9W. In the past ten years, the City of Dallas has gone through a revolution of leadership – mayor, police chief, fire chief, city manager, etc. Dallas County has gone with the city, too.
9X. Without one protest march or riot, one of the most eloquent parks in all Dallas was robbed of its center piece – a magnificent bronze of Robert E. Lee riding a horse. The bronze was greater than life in size and beauty.
9Y. The mayor decided it needed to go along with several other commemorative statues of Confederate leaders. The Dallas school superintendent decided to seek School Trustees’ approval to rename schools that bore names of historically important Southern leaders.
9Z. The Trustees established a citizens’ committee to come up with new names. I can’t wait to learn which school gets Che Guevara’s name. And, there are two prominent major streets in Dallas’s Oak Cliff section named Jefferson and Davis.
9AA. One will become Obama Boulevard, and the other hasn’t been decided.
9AB. Darwin said to adapt or die, but I don’t belief he saw coming what we are seeing today. The mentality of BLM and Antifa leaders is very questionable. As to their political base, there is no question they carry communism to the extreme.
9AC. Portland, Seattle or any other location that allows the unrest and rioting to continue is perpetuating the “broken window” theory.
9AD. When the windows of abandoned buildings are broken out and the local governments do nothing about it, then the problem grows so bad that all the structures in the community are at risk of destruction.
9AE. Allowing violent demonstrations to continue unabated night after night are just going to result in more broken windows and greater destruction.
9AF. Our Constitution is at much greater risk now than when we were attacked by Japan or joined Britain to stop the Nazis from taking control of all the European countries. It is time to toe the line, restore our communities, and return to law and order for everyone.

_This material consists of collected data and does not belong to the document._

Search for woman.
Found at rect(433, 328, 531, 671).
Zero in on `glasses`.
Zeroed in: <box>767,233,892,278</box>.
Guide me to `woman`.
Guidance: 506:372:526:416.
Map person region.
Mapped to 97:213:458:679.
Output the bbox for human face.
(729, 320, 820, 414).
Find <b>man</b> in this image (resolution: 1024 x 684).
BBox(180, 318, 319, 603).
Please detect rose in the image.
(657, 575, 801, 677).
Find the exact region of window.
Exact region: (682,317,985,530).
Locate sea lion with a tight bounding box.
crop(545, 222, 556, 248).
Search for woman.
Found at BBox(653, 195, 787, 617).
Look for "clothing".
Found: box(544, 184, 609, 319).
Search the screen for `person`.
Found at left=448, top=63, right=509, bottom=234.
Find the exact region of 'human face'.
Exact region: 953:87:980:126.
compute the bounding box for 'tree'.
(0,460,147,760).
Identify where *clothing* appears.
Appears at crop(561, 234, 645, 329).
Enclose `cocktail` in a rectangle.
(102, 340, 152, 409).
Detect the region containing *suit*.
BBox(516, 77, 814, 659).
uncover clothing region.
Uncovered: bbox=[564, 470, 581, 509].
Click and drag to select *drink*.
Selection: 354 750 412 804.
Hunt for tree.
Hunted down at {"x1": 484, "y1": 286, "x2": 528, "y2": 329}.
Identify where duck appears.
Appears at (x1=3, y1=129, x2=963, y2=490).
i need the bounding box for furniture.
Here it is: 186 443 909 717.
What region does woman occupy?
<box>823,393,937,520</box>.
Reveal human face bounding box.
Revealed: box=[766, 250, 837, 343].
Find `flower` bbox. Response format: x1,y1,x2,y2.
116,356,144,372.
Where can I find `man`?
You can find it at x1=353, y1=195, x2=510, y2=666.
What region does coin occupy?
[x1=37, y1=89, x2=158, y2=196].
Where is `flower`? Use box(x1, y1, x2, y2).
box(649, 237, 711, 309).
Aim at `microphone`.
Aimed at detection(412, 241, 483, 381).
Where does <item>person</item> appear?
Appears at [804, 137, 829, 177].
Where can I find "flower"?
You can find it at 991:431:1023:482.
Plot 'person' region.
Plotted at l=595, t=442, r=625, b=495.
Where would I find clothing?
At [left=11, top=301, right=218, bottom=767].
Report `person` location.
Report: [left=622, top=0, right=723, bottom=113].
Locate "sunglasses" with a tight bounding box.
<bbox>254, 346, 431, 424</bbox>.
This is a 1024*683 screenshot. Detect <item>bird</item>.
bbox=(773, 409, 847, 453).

10. I couldn’t agree with my Texan friend more! What a sad tale of the consequences of leftwing meddling over the years. And now they’ve moved on to capturing local DAs and further destroying communities across America!
11. People have just GOT to pay more attention to local elections – and elections in general! – or the evil Soros and his ilk will succeed over time in destroying our constitutional Republic. ///The end.